ABSTRACT

How can historians claim to know what happened in the past?

Historians are often described as having expert knowledge of their particular fi elds – Tang Dynasty China, the reign of Edward II, Mexico after the 1910-11 Revolution. Historians believe that they can establish facts about the past, explain why historical events happened, weigh up the consequences of those events and show how a diverse range of cultural practices and people’s actions in the past relate to each other. This is illustrated in the opening pages of Eric Hobsbawm’s The Age of Extremes: The Short Twentieth Century, 1914-1991, where he writes that his aim in the book is to ‘explain why things turned out the way that they did’ in the world between the beginning of the Great War and the end of the Soviet era.1 Such claims to knowledge or expertise are conventionally thought to rest on two propositions. One is that the past has a singular shape and substance of its own, prior to any human attempts to conceptualise or describe it, and that the past is therefore knowable; the other is that historians have developed reliable methods for studying and writing accurately about the past. These propositions remain central to historians’ collective understanding of what they do. For example, in Telling the Truth about History (1994) Joyce Appleby, Lynn Hunt and Margaret Jacob state that they believe in the reality of the past, in humans’ ability to make contact with this reality and in historians’ ability to establish at least provisional truths about the past.2 We can fi nd similar points made in texts such as Richard Evans’s In Defence of History (1997), Arthur Marwick’s The

New Nature of History: Knowledge, Evidence, Language (2001) and John Tosh and Seán Lang’s The Pursuit of History (2006), to name just a few.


Nothing in the records may be changed; reproduce all of them.

START MATERIAL FOR THE TASK

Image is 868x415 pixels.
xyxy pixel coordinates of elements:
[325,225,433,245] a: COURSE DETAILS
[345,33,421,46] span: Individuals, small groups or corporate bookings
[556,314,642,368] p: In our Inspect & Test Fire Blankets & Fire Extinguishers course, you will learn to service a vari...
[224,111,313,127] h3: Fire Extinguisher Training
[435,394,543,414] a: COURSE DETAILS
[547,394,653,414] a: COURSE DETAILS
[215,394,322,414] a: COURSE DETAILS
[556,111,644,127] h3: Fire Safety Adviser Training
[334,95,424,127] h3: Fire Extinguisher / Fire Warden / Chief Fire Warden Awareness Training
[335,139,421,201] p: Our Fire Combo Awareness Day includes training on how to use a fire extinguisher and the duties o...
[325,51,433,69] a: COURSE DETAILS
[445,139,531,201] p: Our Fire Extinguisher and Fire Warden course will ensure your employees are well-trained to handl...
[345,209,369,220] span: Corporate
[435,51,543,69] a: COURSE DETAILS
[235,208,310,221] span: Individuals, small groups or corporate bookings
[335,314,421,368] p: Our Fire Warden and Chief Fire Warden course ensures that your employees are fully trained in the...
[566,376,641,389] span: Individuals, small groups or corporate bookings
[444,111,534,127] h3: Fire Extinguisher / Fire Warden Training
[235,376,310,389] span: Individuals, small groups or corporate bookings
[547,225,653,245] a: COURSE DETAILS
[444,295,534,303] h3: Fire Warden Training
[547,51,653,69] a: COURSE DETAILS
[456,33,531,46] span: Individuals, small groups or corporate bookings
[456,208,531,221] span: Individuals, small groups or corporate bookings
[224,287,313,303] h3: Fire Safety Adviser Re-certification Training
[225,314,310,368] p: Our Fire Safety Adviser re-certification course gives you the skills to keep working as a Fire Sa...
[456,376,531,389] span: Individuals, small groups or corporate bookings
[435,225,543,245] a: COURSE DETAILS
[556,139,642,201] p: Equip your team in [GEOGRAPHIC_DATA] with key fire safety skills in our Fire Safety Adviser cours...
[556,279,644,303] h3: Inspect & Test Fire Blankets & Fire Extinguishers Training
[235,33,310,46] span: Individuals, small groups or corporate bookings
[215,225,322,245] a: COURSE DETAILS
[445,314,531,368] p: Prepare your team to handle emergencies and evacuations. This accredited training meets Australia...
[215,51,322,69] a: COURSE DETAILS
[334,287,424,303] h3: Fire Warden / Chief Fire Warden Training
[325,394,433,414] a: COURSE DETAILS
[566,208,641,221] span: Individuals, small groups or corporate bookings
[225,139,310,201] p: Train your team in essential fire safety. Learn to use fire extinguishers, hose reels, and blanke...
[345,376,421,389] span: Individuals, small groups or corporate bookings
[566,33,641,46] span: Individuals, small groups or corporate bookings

END MATERIAL FOR THE TASK

* SOLVED EXERCISE:
Image is 868x415 pixels.
xyxy pixel coordinates of elements:
[325,225,433,245] a: COURSE DETAILS
[345,33,421,46] span: Individuals, small groups or corporate bookings
[556,314,642,368] p: In our Inspect & Test Fire Blankets & Fire Extinguishers course, you will learn to service a vari...
[224,111,313,127] h3: Fire Extinguisher Training
[435,394,543,414] a: COURSE DETAILS
[547,394,653,414] a: COURSE DETAILS
[215,394,322,414] a: COURSE DETAILS
[556,111,644,127] h3: Fire Safety Adviser Training
[334,95,424,127] h3: Fire Extinguisher / Fire Warden / Chief Fire Warden Awareness Training
[335,139,421,201] p: Our Fire Combo Awareness Day includes training on how to use a fire extinguisher and the duties o...
[325,51,433,69] a: COURSE DETAILS
[445,139,531,201] p: Our Fire Extinguisher and Fire Warden course will ensure your employees are well-trained to handl...
[345,209,369,220] span: Corporate
[435,51,543,69] a: COURSE DETAILS
[235,208,310,221] span: Individuals, small groups or corporate bookings
[335,314,421,368] p: Our Fire Warden and Chief Fire Warden course ensures that your employees are fully trained in the...
[566,376,641,389] span: Individuals, small groups or corporate bookings
[444,111,534,127] h3: Fire Extinguisher / Fire Warden Training
[235,376,310,389] span: Individuals, small groups or corporate bookings
[547,225,653,245] a: COURSE DETAILS
[444,295,534,303] h3: Fire Warden Training
[547,51,653,69] a: COURSE DETAILS
[456,33,531,46] span: Individuals, small groups or corporate bookings
[456,208,531,221] span: Individuals, small groups or corporate bookings
[224,287,313,303] h3: Fire Safety Adviser Re-certification Training
[225,314,310,368] p: Our Fire Safety Adviser re-certification course gives you the skills to keep working as a Fire Sa...
[456,376,531,389] span: Individuals, small groups or corporate bookings
[435,225,543,245] a: COURSE DETAILS
[556,139,642,201] p: Equip your team in [GEOGRAPHIC_DATA] with key fire safety skills in our Fire Safety Adviser cours...
[556,279,644,303] h3: Inspect & Test Fire Blankets & Fire Extinguishers Training
[235,33,310,46] span: Individuals, small groups or corporate bookings
[215,225,322,245] a: COURSE DETAILS
[445,314,531,368] p: Prepare your team to handle emergencies and evacuations. This accredited training meets Australia...
[215,51,322,69] a: COURSE DETAILS
[334,287,424,303] h3: Fire Warden / Chief Fire Warden Training
[325,394,433,414] a: COURSE DETAILS
[566,208,641,221] span: Individuals, small groups or corporate bookings
[225,139,310,201] p: Train your team in essential fire safety. Learn to use fire extinguishers, hose reels, and blanke...
[345,376,421,389] span: Individuals, small groups or corporate bookings
[566,33,641,46] span: Individuals, small groups or corporate bookings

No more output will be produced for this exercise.